50 Years Later: Bob Dylan and The Band’s ‘The Basement Tapes’ Remains Iconic Underground Collaboration

With the benefit of half a century of hindsight, Bob Dylan and The Band’s The Basement Tapes (released 6/26/75) would appear to represent the first of a series of revisionist projects overseen by the late Robbie Robertson. As with his archival work on The Band (a/k/a/ ‘The Brown Album) and Stage Fright, the late guitarist/songwriter of the iconic group modifies the famous recordings in such a way that they lose some of their intrinsic charm and impact.

Despite enumerating some minutiae of musician credits, Greil Marcus overlooks those details in his extended essay. Exploring not only the backstory of the recordings, but the background of the music itself, he ignores the hidden agenda of the double set, that is, promoting the The Band: their name on the rise since the reunion tour with Dylan in 1974, their recording fortunes were nonetheless on a proportional downswing at that time.

Shorn of the overdubs and remixes that adorned the selected collection of twenty-four tracks released fifty years ago, the quick succession of thirty-eight cuts comprising The Basement Tapes Raw: The Bootleg Series Vol. 11 more accurately conjures the nurturing ambiance that must’ve arisen from those hallowed sessions convened in Woodstock, NY. 

Having worked with Dylan and The Band on 1974’s pre-tour studio projectPlanet Waves, mixing engineer Rob Fraboni effectively restores the audio quality of tapes first overseen by multi-instrumentalist Garth Hudson. Still, as the musicians follow the muse in the moment, juxtaposing traditional songs, contemporary roots material and originals of greater or less significance, the sensation is hardly one of separation. 

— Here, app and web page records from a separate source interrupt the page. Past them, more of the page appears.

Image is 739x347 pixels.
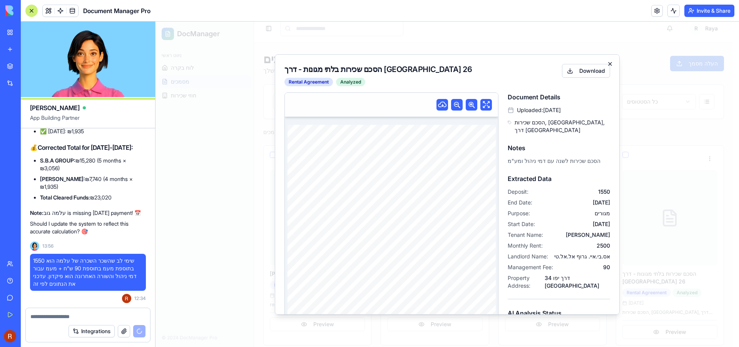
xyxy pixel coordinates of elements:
[352,177,377,185] span: end Date :
[437,199,455,206] span: [DATE]
[30,220,146,235] p: Should I update the system to reflect this accurate calculation? 🎯
[352,242,398,249] span: management Fee :
[352,71,455,80] h3: Document Details
[4,330,16,342] img: ACg8ocK4BY4_wpnMdKKfK10f42NGOtIoLhMGWlXiNI7zlJQ6F33OOQ=s96-c
[410,209,455,217] span: [PERSON_NAME]
[352,209,388,217] span: tenant Name :
[352,252,389,268] span: property Address :
[122,294,131,303] img: ACg8ocK4BY4_wpnMdKKfK10f42NGOtIoLhMGWlXiNI7zlJQ6F33OOQ=s96-c
[30,241,39,251] img: Ella_00000_wcx2te.png
[181,56,210,65] div: Analyzed
[441,220,455,228] span: 2500
[33,257,143,287] span: שימי לב שהשכר השכרה של עלמה הוא 1550 בתוספת מעמ בתוספת 90 ש"ח + מעמ עבור דמי ניהול והשורה האחרונה...
[448,242,455,249] span: 90
[443,166,455,174] span: 1550
[30,114,146,128] span: App Building Partner
[352,152,455,162] h3: Extracted Data
[406,42,455,56] button: Download
[352,135,455,143] p: הסכם שכירות לשנה עם דמי ניהול ומע"מ
[30,103,80,112] span: [PERSON_NAME]
[439,188,455,196] span: מגורים
[40,194,146,201] li: ₪23,020
[399,231,455,239] span: אס.בי.איי. גרוף אל.אל.טי
[40,157,75,164] strong: S.B.A GROUP:
[352,220,387,228] span: monthly Rent :
[38,144,133,151] strong: Corrected Total for [DATE]-[DATE]:
[40,157,146,172] li: ₪15,280 (5 months × ₪3,056)
[684,5,734,17] button: Invite & Share
[129,42,316,53] h2: הסכם שכירות בלתי מגונות - דרך [GEOGRAPHIC_DATA] 26
[40,127,146,135] li: ✅ [DATE]: ₪1,935
[42,243,53,249] span: 13:56
[359,97,455,112] span: הסכם שכירות, [GEOGRAPHIC_DATA], דרך [GEOGRAPHIC_DATA]
[352,122,455,131] h3: Notes
[389,252,455,268] span: דרך יפו 34 [GEOGRAPHIC_DATA]
[352,199,379,206] span: start Date :
[83,6,150,15] span: Document Manager Pro
[361,85,405,92] span: Uploaded: [DATE]
[5,5,53,16] img: logo
[437,177,455,185] span: [DATE]
[40,194,90,201] strong: Total Cleared Funds:
[30,143,146,152] h2: 💰
[352,287,455,296] h3: AI Analysis Status
[40,175,146,191] li: ₪7,740 (4 months × ₪1,935)
[129,56,177,65] div: Rental Agreement
[352,166,373,174] span: deposit :
[352,188,374,196] span: purpose :
[352,231,393,239] span: landlord Name :
[134,295,146,301] span: 12:34
[30,209,146,217] p: עלמה גוב is missing [DATE] payment! 📅
[281,77,292,89] a: Download file
[69,325,115,337] button: Integrations
[40,175,85,182] strong: [PERSON_NAME]:
[30,209,43,216] strong: Note:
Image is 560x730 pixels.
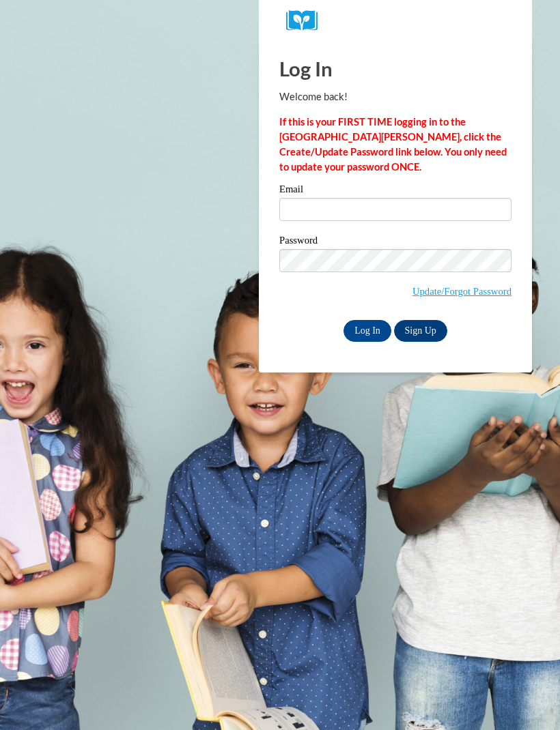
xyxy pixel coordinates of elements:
[394,321,447,342] a: Sign Up
[505,676,549,720] iframe: Button to launch messaging window
[286,10,504,31] a: COX Campus
[279,235,512,249] label: Password
[279,90,512,104] p: Welcome back!
[279,184,512,198] label: Email
[412,286,512,297] a: Update/Forgot Password
[279,116,507,173] strong: If this is your FIRST TIME logging in to the [GEOGRAPHIC_DATA][PERSON_NAME], click the Create/Upd...
[279,55,512,82] h1: Log In
[286,10,327,31] img: Logo brand
[343,321,392,342] input: Log In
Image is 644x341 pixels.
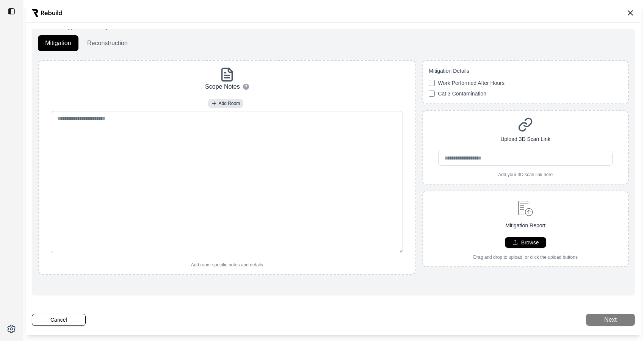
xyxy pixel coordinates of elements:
p: Add room-specific notes and details [191,262,263,268]
p: Mitigation Details [429,67,622,75]
button: Cancel [32,313,86,326]
button: Reconstruction [80,35,135,51]
p: Scope Notes [205,82,240,91]
button: Add Room [208,99,243,108]
img: upload-document.svg [515,197,536,218]
span: ? [244,84,247,90]
p: Browse [521,238,539,246]
button: Mitigation [38,35,79,51]
p: Drag and drop to upload, or click the upload buttons [473,254,578,260]
p: Mitigation Report [505,221,545,230]
span: Cat 3 Contamination [438,90,486,97]
span: Work Performed After Hours [438,79,504,87]
img: toggle sidebar [7,7,15,15]
button: Browse [505,237,546,248]
img: Rebuild [32,9,62,17]
p: Add your 3D scan link here [498,172,553,178]
span: Add Room [218,100,240,107]
p: Upload 3D Scan Link [500,135,550,143]
input: Work Performed After Hours [429,80,435,86]
input: Cat 3 Contamination [429,90,435,96]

The alternately relaxed and inspired atmosphere the songs and performances radiate is palpably intimate. The wondrous process of rediscovering songs such as “Minstrel Boy” gives birth to their own compositions like “Tears of Rage” (which notably opened The Band’s first album, Music From Big Pink).

Meanwhile, Dylan’s laughter at a couple junctures is reflective of the often absurd sense of humor the six men shared, not just within tunes like “Clothes Line Saga,” but also in the cover photos inside and out (as well as some candid outtakes in the ten-page booklet enclosed with the 2009 double-CD set). 

During this time spent with the group once known as the Hawks, Bob Dylan was exploring not only his roots but those of the group he once called ‘gallant knights’ for enduring the backlash to his forays into electric rock on the road in 1966. At the same time, the future Nobel Laureate was making a concerted effort to produce some demos of new material for song publishing purposes. 

The aforementioned 2014 vault collection contains most of the best-known tunes from the often bootlegged recordings. In contrast,  the five-decade-old release excludes “Quinn the Eskimo (The Mighty Quinn)” and “This Wheel’s On Fire,” both of which were hits in 1968 for British artists Manfred Mann and Julie Driscoll with Brian Auger and the Trinity, respectively.

It’s more than a little notable, too, that the eight cuts featuring The Band by themselves on the 1975 collection preclude inclusion of some lesser-known Dylan compositions. The haunting “I’m Not There,” for instance, is as dense with symbolism and metaphor as any of the songs from Bob’s halcyon ’65-’66 period. And the highly emotive performance of “Sign on the Cross,” is one of the Bard’s most passionate turns at singing on the entire set.

Certainly, with The Basement Tapes Complete now available, it’s possible to experience (almost) first-hand the casual nature of Bob Dylan and The Band’s informal get-togethers during the summer of 1967. But that hardly diminishes the mystique surrounding what is arguably the most unfettered expression extant of these musicians’ chemistry.